RECOMMENDED
Since its Sundance 2009 debut, “The Greatest” has gotten flak from a flotilla of reviewers for its sometimes eccentric story structure and for its overt melodrama. But my first word was “Wow,” after writer-director Shana Feste’s debut feature killed an entire notebook for me (there’s so much filigree to footnote in a gorgeously acted, poetically written and, yes, elliptical story). If you’re lucky enough to be caught up in it, it’s a magnificent, heartfelt romantic melodrama about family lost and family gained, with startling acting, particularly the detailed frustrations of parents played by Pierce Brosnan and Susan Sarandon, bold yet telling production design—a worthy great-granddaughter to the films of Douglas Sirk. I think I spied at least one great homage to a particular painting of Vermeer, and there is a marital bed that is at once mid-twentieth-century modern and suggestive of a troubled long-term marriage and, most strikingly, it evokes the killing cages that painter Francis Bacon often entrapped his screaming popes within. John Bailey, Feste’s cinematographer, shot “Ordinary People,” which Feste cites as a primary influence. I was shaken, almost as much as the multiple women near me whose shoulders were quaking during the debut’s end credits. Carey Mulligan, as the pregnant girlfriend of a son who dies too soon on the basis of her charming, open, dare I say, American performance, you would not guess is a girl from Surrey. “An Education” (out on DVD this week) cemented the young actress’ reputation, but she’s very, very good here as well, twinkling and self-contained. 104m. (Ray Pride)
“The Greatest” opens Friday at Landmark Century and Landmark Renaissance.
Ray Pride is Newcity’s film critic and a contributing editor to Filmmaker magazine.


• [TASK]
All lines holding the word "xlabel" should be located in the records and copied.

• [DATA SHOWN]
※ ※ ※
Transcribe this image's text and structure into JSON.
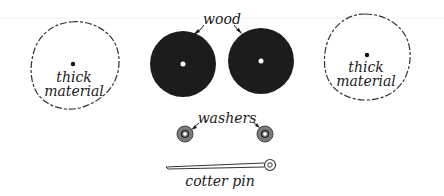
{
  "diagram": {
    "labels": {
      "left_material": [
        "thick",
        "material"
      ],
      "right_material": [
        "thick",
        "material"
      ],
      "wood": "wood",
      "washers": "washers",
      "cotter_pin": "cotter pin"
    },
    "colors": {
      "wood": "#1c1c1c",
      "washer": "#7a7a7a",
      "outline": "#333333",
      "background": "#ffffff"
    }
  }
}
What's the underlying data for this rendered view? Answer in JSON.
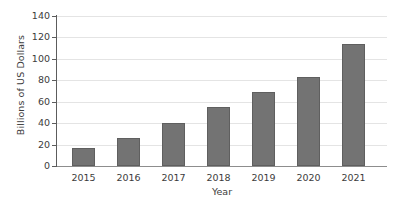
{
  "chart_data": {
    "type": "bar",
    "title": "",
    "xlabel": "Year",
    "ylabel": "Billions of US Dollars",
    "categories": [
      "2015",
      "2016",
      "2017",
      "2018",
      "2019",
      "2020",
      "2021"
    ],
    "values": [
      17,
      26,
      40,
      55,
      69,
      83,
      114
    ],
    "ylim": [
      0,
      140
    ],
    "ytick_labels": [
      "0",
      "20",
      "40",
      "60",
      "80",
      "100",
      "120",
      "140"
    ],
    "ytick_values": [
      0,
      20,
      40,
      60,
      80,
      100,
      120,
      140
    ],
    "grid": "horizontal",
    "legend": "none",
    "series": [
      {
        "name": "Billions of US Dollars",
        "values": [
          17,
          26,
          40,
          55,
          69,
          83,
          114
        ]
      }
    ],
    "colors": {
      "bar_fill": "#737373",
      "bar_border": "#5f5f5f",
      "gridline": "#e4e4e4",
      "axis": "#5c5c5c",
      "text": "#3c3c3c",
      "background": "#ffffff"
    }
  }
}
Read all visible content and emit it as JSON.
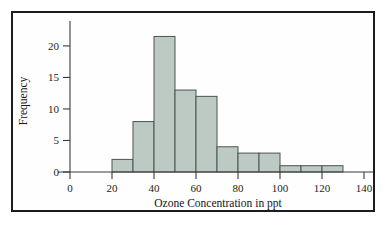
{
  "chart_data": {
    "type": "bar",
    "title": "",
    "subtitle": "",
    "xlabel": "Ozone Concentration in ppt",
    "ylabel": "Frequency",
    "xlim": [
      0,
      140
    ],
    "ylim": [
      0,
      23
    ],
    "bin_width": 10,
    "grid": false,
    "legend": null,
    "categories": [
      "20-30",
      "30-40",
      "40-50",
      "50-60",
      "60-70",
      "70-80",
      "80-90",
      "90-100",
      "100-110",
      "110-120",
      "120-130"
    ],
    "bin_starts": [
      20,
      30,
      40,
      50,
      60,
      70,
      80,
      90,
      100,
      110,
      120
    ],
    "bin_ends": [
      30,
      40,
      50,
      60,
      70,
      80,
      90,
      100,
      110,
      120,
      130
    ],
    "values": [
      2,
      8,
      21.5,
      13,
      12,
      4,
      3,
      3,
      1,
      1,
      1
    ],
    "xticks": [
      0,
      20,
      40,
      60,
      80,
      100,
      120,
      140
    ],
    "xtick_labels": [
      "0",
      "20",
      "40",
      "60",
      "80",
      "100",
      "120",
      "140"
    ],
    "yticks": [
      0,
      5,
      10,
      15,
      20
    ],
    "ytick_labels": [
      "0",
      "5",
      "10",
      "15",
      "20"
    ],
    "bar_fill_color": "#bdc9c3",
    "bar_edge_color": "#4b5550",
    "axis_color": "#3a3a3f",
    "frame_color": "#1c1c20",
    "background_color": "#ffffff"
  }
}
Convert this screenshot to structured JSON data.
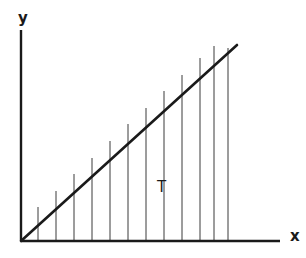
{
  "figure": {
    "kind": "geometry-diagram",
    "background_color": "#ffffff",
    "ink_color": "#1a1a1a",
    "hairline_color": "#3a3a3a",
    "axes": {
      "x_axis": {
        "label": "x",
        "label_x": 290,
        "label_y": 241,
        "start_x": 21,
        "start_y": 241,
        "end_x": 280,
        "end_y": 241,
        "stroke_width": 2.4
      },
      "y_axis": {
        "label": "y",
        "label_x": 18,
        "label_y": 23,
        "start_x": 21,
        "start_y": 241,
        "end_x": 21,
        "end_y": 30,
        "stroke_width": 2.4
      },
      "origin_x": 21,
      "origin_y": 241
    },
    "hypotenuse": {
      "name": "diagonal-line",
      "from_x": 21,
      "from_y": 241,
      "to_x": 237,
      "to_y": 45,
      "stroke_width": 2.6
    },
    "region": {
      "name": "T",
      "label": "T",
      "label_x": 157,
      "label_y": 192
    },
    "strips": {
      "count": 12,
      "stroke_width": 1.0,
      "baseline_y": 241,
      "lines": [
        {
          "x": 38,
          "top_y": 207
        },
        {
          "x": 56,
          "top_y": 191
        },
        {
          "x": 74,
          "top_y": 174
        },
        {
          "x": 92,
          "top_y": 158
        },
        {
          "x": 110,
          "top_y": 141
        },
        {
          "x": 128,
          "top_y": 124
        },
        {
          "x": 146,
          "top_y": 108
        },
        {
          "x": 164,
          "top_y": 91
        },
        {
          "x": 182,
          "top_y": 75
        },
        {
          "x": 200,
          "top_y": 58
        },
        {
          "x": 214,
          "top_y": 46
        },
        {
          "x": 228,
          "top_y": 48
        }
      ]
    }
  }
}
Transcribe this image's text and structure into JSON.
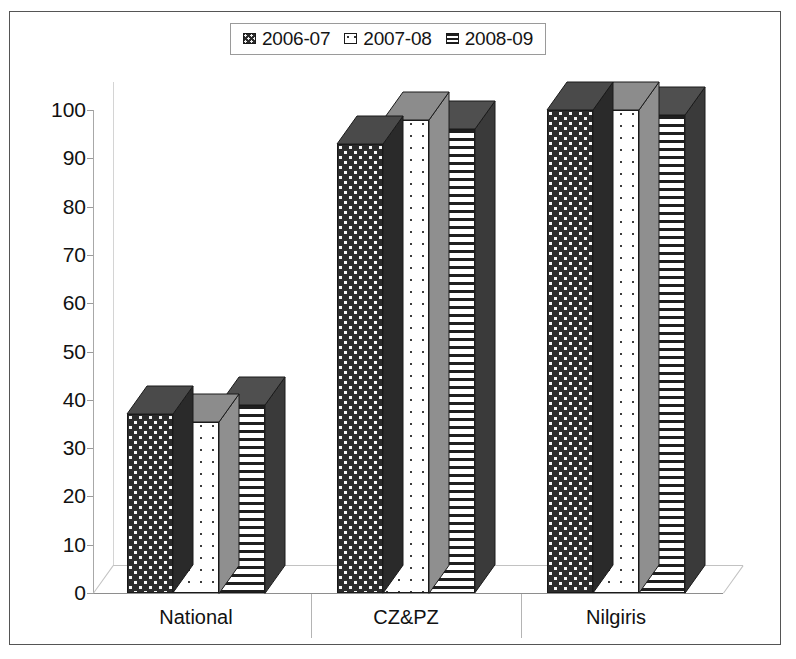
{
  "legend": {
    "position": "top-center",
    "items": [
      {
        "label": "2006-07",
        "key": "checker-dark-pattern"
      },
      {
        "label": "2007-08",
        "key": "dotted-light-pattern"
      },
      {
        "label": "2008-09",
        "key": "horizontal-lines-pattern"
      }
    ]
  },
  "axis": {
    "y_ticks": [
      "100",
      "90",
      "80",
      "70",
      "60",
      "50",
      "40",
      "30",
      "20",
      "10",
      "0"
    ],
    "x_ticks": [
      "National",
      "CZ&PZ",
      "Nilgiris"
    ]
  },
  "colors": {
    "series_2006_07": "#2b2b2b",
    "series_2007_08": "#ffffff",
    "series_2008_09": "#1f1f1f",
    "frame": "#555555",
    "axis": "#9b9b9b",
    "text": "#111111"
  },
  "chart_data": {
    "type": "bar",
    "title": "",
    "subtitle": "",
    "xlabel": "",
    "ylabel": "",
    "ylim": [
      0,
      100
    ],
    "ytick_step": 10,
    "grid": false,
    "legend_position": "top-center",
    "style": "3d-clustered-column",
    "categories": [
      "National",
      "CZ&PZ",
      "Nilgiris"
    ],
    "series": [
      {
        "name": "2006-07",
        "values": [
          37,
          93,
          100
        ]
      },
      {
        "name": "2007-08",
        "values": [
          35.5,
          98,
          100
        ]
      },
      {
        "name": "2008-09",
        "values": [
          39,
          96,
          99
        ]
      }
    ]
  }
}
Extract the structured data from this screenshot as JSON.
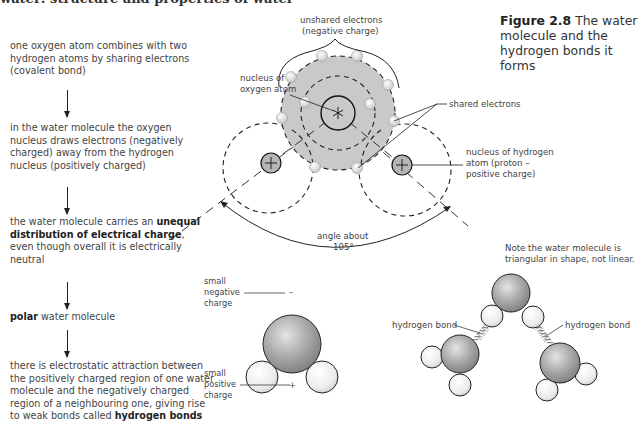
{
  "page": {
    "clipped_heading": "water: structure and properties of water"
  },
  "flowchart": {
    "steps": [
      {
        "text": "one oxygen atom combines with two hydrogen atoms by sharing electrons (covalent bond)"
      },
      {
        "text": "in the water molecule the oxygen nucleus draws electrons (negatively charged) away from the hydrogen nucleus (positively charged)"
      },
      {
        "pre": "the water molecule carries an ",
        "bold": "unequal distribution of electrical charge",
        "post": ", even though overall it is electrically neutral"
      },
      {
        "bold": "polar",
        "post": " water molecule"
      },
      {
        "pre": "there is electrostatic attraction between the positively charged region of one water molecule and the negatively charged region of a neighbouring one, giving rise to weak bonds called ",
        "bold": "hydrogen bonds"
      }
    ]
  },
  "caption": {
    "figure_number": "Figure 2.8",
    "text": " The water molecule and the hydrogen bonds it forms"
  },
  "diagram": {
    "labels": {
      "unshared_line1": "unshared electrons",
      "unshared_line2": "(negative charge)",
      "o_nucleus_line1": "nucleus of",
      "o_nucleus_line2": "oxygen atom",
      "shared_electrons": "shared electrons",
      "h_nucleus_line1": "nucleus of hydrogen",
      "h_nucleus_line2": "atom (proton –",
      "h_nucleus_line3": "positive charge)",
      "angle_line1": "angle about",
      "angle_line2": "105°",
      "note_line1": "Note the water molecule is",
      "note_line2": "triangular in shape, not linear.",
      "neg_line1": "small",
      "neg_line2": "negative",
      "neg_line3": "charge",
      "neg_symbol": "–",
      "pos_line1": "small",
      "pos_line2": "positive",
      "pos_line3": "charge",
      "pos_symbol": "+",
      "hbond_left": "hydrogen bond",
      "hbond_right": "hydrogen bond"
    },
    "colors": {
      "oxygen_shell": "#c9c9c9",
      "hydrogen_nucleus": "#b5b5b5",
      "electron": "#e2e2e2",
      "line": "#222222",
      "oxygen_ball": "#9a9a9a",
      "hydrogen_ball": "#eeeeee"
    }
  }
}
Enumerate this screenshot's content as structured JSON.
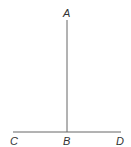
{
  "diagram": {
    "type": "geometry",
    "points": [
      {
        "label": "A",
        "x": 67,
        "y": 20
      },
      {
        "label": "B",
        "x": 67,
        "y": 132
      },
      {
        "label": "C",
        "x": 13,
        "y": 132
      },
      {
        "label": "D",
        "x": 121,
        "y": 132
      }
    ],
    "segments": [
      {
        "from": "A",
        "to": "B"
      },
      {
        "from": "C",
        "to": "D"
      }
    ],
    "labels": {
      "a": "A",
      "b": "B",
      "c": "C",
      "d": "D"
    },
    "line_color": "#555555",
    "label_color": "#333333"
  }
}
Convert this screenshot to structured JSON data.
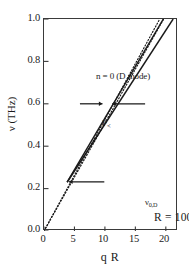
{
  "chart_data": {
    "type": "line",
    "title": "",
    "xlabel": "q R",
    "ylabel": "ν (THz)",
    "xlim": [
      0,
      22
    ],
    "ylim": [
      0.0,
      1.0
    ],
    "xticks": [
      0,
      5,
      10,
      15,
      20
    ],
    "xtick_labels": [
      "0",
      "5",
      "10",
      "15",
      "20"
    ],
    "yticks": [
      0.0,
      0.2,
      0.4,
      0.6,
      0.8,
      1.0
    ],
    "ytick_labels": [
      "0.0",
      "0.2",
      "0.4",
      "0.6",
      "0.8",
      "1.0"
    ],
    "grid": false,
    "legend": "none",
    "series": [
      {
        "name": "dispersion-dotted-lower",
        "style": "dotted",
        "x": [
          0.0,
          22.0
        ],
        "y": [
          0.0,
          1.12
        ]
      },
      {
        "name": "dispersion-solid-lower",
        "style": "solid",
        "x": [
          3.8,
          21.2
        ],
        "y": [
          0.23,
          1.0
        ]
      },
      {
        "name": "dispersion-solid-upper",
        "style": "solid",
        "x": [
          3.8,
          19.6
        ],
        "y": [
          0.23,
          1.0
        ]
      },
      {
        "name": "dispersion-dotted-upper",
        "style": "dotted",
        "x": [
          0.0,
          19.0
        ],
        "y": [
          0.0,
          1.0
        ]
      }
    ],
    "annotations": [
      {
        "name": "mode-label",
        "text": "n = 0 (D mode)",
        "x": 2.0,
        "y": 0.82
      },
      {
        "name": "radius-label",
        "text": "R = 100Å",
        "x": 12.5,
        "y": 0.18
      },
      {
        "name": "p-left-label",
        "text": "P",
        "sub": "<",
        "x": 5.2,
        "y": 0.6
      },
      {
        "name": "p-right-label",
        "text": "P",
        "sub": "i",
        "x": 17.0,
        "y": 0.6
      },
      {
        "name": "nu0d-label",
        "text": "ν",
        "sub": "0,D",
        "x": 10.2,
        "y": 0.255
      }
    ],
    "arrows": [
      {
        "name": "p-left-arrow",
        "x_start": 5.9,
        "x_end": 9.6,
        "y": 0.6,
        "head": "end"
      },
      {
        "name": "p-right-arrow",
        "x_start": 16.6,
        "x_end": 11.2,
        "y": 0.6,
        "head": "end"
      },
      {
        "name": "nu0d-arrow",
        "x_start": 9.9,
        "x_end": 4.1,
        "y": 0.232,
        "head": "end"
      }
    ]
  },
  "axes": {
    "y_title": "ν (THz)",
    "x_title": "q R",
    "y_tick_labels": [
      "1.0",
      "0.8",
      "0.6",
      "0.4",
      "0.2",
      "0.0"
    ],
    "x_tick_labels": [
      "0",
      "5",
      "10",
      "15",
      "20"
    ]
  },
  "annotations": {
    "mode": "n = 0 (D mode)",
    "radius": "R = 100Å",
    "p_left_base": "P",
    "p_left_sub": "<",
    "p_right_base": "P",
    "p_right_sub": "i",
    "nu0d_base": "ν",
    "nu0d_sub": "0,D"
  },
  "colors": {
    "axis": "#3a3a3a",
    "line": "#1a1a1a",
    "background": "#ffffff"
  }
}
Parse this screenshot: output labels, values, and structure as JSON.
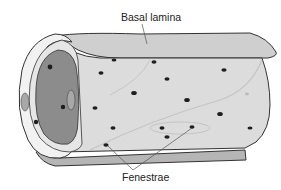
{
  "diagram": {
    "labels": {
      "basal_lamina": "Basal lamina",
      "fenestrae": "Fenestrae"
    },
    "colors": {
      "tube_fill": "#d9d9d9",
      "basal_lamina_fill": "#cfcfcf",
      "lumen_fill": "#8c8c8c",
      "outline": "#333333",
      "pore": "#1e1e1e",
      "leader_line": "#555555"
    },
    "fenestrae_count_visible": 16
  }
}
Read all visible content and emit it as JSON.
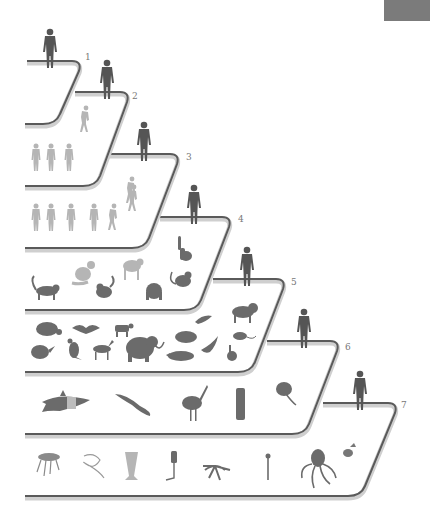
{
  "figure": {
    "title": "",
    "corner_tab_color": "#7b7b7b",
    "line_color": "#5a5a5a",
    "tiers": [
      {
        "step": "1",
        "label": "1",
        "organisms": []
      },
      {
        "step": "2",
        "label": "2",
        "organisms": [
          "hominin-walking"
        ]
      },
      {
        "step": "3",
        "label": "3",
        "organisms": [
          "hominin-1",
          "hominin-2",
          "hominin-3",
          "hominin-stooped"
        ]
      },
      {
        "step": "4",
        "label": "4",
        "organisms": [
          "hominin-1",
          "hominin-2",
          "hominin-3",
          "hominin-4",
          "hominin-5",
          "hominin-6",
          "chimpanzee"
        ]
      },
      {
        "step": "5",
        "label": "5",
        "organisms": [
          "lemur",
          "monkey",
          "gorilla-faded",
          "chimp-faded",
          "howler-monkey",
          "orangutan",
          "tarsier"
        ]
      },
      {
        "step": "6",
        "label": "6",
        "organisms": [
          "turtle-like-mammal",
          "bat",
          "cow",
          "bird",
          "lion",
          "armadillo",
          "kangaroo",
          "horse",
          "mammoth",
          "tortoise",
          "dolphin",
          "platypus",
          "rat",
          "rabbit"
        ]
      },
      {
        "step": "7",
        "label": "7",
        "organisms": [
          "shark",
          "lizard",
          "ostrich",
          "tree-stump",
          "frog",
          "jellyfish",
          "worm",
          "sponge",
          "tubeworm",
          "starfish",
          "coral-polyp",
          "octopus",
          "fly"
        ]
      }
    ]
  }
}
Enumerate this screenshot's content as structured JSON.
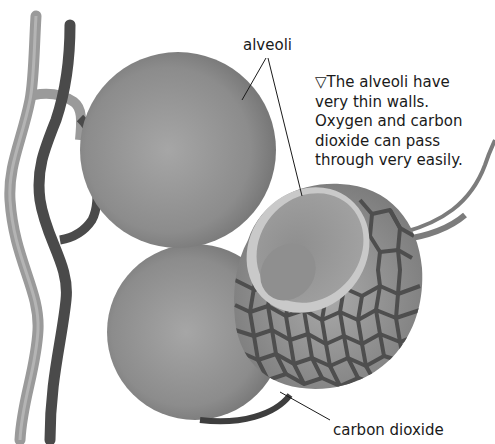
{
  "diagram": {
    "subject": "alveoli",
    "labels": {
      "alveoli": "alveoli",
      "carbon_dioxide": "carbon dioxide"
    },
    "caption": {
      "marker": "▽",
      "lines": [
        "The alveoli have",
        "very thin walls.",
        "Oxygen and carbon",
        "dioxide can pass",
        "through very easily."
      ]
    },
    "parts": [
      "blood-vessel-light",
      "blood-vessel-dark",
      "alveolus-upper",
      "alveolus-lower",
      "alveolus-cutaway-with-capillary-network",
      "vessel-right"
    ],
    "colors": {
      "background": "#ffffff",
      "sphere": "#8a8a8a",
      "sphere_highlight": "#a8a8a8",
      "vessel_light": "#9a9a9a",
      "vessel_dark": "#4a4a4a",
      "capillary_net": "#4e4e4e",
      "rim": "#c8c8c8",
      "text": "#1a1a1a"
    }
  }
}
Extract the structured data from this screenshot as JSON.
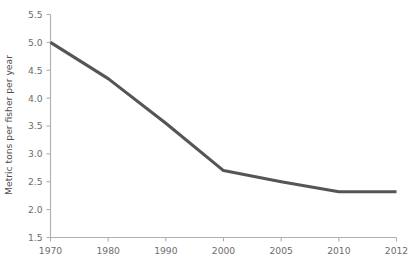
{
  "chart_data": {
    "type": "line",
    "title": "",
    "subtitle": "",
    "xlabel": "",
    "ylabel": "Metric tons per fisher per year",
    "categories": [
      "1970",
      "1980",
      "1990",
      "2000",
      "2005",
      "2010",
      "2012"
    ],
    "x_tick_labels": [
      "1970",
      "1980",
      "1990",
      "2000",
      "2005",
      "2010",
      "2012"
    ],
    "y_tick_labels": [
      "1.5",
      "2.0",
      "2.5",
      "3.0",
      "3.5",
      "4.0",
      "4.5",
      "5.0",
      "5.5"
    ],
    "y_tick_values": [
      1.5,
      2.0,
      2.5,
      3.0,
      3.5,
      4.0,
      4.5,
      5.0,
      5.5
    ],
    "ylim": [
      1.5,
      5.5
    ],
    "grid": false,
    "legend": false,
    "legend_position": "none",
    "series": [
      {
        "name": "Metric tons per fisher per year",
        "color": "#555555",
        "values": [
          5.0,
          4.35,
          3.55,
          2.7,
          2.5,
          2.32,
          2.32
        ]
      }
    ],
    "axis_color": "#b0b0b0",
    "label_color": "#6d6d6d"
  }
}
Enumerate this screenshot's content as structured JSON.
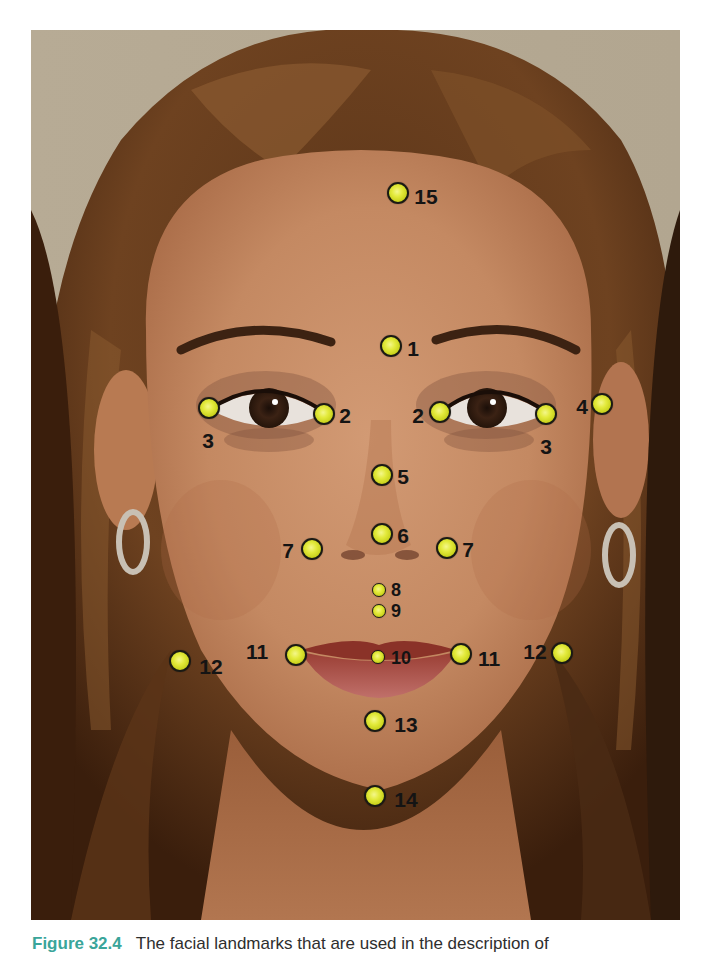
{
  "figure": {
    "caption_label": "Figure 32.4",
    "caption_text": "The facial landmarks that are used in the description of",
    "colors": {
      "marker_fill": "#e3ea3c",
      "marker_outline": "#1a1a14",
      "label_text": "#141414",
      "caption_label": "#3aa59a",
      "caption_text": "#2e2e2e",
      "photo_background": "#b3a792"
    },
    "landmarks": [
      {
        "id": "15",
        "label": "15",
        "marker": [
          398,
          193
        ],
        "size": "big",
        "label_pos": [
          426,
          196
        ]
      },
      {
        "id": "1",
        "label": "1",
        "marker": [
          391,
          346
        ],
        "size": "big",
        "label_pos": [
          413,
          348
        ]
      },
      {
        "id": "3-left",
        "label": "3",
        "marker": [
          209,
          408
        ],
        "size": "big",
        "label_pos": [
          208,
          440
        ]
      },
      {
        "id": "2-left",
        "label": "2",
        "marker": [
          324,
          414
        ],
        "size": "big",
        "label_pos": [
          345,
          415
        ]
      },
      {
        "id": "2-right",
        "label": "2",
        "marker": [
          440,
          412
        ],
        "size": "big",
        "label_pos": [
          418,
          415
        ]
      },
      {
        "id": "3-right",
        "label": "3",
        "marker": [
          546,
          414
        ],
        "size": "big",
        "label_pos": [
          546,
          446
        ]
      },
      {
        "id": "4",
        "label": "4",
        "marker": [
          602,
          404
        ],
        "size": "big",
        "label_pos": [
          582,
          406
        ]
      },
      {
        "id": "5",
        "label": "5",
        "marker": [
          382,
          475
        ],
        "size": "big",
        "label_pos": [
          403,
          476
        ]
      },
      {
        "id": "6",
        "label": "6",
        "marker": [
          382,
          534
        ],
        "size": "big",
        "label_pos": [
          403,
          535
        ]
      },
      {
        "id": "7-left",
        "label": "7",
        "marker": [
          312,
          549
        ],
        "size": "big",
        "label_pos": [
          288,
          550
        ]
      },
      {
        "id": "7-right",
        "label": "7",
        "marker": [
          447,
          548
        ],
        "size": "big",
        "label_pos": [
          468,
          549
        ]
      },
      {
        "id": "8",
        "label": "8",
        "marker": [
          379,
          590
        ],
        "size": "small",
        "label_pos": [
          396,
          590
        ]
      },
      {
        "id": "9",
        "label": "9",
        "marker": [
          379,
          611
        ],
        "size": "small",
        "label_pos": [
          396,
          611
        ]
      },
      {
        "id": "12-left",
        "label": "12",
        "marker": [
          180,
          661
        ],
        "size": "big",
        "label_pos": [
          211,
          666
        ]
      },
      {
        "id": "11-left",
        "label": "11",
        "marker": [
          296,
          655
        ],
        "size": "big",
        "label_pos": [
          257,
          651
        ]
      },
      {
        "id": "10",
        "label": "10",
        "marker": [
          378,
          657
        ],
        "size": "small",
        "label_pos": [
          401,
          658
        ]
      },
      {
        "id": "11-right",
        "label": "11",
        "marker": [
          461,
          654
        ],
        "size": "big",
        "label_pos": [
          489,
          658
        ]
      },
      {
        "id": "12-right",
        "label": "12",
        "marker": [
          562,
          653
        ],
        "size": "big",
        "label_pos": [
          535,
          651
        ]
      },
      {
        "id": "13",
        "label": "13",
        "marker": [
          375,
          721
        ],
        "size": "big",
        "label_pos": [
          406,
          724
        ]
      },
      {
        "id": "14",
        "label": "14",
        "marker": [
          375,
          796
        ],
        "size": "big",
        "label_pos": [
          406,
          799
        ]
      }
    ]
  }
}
※ ※ ※
• [COMPLETED EXERCISE]
    "xlabel": "Year",
    "xlabel": "Ozone Concentration in ppt",
    "xlabel": "",
    "xlabel": "q R",
    "xlabel": "",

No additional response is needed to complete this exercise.